Saturday, September 18, 2004

I started Joseph Christy-Vitale's "Watermark," a well-written book that suggests that a chunk of lethal star-stuff from a distant supernova entered the solar system 12,000 years ago, wreaking gravitational havoc and wiping out a global civilization in the process. Incidentally, this is the basic premise of Herbie Brennan's "The Atlantis Enigma," also enjoyable.





"Watermark" is a Paraview Pocket Book, edited by Patrick Huyghe (who tackled the original manuscript of "After the Martian Apocalypse"), so some of my appreciation for Christy-Vitale's book is its publishing history. I feel we're both members of some unofficial club for writers with an affinity for planet-wide holocaust.

I've fielded a few queries (both online and in "meatspace") about how "After the Martian Apocalypse" came to be. The answer, perhaps disappointingly, is "organically." Thanks to the Internet, I was able to circumvent some of the usual publishing conduct so painfully described in how-to-write articles. I didn't hire an agent; my Mars website, the Cydonian Imperative, ultimately functioned as an online book proposal. So I was spared the typical experience of post-mailing sample chapters to prospective publishers and in general driving myself crazy.

Most of the "get published now" literature seems to ignore the stark reality of the Web and its vast networking potential. Of course, this doesn't mean I won't have to wrestle with old-fashioned networking in the future. The genre fiction market is glutted with would-be authors; I'd be very surprised if a single nonfiction book does much to impress the editors at, say, Tor or Ace (two consistently good science fiction publishing imprints).

Summing up, I don't particularly know a whole lot about the publishing world and its economic nuances. Frankly, I find it all quite headache-inducing. So I'm clinging -- probably naively -- to the notion that if I'm a good enough writer, unafraid to share my output with knowledgeable strangers, there's a plausible chance my efforts will meet with some success. But of course my own experience is couched in the nonfiction industry, and it's easier to break into nonfiction than fiction.

Right now, I've got three book proposals I want to pitch -- one for a novel, one for a short-story collection, and another for a speculative science/paranormal book along the lines of what I've already done (minus the Martian trappings). If I happen to learn anything along the way, I'll let you know.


Problem requirements: Below is a block of records. Copy every line in it that contains the word "total".

Excerpts from a figure dataset:
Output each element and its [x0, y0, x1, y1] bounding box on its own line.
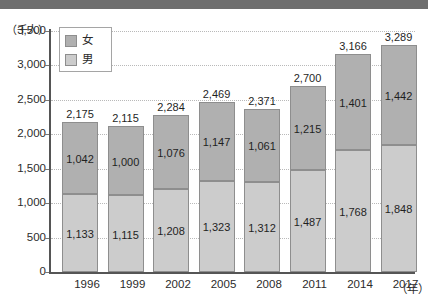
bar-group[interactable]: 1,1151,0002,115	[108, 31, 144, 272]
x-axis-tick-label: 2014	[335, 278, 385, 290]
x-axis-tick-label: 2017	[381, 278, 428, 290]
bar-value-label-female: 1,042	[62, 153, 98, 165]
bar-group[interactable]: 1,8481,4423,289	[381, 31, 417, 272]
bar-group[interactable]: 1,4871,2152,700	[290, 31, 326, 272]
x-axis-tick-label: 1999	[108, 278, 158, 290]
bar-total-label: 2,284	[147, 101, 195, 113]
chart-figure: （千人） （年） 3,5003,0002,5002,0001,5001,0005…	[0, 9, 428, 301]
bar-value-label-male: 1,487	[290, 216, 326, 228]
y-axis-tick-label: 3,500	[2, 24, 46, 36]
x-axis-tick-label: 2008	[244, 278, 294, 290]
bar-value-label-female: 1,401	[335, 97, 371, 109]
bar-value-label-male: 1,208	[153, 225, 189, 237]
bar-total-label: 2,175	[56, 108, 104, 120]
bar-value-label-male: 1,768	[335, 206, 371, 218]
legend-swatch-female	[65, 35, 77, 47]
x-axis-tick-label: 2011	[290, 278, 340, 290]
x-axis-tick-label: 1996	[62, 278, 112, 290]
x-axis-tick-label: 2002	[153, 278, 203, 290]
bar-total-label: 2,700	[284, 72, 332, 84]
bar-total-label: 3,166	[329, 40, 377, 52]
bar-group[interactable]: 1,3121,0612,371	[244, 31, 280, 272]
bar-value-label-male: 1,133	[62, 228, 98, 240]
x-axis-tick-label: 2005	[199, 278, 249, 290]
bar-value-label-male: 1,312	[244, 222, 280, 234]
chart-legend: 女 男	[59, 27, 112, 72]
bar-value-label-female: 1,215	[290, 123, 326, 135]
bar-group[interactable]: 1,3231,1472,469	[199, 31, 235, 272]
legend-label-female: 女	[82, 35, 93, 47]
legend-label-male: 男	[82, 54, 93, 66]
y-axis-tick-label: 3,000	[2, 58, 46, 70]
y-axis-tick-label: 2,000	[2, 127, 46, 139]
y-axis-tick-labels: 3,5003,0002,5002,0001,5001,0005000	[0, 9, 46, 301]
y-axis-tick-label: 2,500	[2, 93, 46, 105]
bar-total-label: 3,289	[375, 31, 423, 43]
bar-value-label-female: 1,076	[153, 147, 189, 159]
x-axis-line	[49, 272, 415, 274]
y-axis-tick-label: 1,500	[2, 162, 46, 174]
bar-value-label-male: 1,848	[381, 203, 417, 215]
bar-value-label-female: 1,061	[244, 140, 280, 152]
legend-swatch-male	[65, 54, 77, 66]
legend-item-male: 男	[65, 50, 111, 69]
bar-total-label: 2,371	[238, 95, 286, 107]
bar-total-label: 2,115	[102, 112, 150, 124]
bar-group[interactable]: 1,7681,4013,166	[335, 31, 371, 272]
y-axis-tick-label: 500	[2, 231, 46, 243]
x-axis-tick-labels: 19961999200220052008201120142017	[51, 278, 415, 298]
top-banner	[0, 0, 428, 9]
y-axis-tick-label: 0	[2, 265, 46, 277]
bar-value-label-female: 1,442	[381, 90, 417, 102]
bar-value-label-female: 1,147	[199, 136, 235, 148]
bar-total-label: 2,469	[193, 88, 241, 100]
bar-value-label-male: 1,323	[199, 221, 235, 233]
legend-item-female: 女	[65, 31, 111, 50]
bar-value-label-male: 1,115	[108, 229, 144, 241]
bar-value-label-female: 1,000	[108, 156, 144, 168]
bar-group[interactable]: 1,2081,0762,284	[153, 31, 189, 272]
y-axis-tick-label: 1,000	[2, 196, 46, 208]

Exercise solution:
bar-total-label: 2,284	[147, 101, 195, 113]
bar-total-label: 2,175	[56, 108, 104, 120]
bar-total-label: 2,700	[284, 72, 332, 84]
bar-total-label: 3,166	[329, 40, 377, 52]
bar-total-label: 3,289	[375, 31, 423, 43]
bar-total-label: 2,371	[238, 95, 286, 107]
bar-total-label: 2,115	[102, 112, 150, 124]
bar-total-label: 2,469	[193, 88, 241, 100]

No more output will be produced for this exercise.